-- What you need to do --
"Task: Click on the jhipster-avatar" appears in one line; retype that line and all lines following it through the end of the records, with nothing left out or added.

-- Records provided --
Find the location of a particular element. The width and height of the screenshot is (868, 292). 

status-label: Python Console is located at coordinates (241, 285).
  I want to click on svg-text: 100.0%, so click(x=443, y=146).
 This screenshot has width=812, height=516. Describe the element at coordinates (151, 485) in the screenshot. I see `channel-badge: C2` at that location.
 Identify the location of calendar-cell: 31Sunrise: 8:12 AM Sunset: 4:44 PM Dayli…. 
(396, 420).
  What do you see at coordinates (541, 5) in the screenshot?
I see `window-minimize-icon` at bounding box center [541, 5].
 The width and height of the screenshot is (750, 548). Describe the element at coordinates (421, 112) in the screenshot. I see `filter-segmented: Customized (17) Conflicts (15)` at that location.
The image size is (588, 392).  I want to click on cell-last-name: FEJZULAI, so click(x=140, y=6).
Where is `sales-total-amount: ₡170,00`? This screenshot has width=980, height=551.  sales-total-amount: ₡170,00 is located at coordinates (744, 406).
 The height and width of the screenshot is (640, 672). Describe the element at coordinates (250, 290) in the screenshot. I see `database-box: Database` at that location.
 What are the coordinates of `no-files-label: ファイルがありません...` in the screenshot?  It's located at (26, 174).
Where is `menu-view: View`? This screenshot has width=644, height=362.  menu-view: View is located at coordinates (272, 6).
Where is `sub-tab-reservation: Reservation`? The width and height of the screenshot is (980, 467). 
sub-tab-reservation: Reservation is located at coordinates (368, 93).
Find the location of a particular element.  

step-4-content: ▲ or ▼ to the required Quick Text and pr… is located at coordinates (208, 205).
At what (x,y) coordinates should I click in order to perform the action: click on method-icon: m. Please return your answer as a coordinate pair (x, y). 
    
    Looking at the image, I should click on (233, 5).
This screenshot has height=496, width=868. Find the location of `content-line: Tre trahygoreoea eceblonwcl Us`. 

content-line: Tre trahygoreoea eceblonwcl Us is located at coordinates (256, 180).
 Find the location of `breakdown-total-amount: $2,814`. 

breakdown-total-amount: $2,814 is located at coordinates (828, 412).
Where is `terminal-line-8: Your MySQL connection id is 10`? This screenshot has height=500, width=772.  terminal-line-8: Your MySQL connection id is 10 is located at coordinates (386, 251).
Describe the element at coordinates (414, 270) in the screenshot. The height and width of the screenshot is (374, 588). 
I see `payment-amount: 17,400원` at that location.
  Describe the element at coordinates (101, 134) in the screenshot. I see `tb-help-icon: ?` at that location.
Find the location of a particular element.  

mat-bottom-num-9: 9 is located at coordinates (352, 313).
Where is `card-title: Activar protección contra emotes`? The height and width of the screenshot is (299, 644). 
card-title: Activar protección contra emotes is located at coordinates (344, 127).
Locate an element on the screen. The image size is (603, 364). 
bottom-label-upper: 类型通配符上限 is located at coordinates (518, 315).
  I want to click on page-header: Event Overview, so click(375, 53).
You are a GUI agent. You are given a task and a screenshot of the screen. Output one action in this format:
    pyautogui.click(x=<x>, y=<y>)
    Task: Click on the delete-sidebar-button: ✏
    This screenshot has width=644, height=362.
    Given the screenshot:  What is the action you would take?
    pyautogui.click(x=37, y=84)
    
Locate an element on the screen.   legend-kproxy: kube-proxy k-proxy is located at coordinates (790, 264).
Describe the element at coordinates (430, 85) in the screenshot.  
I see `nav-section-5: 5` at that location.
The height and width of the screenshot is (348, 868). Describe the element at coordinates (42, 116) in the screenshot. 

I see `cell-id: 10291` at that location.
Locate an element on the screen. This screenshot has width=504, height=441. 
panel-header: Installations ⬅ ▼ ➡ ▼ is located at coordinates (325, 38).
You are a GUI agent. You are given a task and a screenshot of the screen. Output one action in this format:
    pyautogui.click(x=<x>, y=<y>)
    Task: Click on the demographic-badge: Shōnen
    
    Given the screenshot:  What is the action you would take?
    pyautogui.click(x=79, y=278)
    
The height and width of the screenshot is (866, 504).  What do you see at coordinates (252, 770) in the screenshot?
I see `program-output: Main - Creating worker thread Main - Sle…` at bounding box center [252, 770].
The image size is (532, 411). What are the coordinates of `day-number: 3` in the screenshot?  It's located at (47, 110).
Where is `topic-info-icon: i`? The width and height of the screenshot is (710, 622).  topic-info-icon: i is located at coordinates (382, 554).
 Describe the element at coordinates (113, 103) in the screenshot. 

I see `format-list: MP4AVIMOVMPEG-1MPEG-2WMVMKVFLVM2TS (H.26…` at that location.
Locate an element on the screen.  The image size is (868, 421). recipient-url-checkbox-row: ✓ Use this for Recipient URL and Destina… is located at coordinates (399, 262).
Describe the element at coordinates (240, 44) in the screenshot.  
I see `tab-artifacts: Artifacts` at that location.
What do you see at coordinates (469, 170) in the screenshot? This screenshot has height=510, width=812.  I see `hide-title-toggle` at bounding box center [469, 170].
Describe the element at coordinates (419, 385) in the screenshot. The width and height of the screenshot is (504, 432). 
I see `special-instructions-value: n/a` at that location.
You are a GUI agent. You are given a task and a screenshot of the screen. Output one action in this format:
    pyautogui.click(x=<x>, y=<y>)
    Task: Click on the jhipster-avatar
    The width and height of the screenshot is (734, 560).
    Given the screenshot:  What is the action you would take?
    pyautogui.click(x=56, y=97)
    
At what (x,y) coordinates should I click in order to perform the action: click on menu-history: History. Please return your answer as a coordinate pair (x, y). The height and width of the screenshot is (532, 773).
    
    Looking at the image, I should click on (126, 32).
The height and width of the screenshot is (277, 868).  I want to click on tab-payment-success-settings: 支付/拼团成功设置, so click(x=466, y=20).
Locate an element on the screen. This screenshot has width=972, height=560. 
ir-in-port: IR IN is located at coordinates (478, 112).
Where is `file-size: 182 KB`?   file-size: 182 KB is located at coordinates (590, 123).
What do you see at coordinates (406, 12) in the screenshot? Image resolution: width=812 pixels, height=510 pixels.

-- Written reply --
    Task: Click on the jhipster-avatar
    The width and height of the screenshot is (734, 560).
    Given the screenshot:  What is the action you would take?
    pyautogui.click(x=56, y=97)
    
At what (x,y) coordinates should I click in order to perform the action: click on menu-history: History. Please return your answer as a coordinate pair (x, y). The height and width of the screenshot is (532, 773).
    
    Looking at the image, I should click on (126, 32).
The height and width of the screenshot is (277, 868).  I want to click on tab-payment-success-settings: 支付/拼团成功设置, so click(x=466, y=20).
Locate an element on the screen. This screenshot has width=972, height=560. 
ir-in-port: IR IN is located at coordinates (478, 112).
Where is `file-size: 182 KB`?   file-size: 182 KB is located at coordinates (590, 123).
What do you see at coordinates (406, 12) in the screenshot? Image resolution: width=812 pixels, height=510 pixels.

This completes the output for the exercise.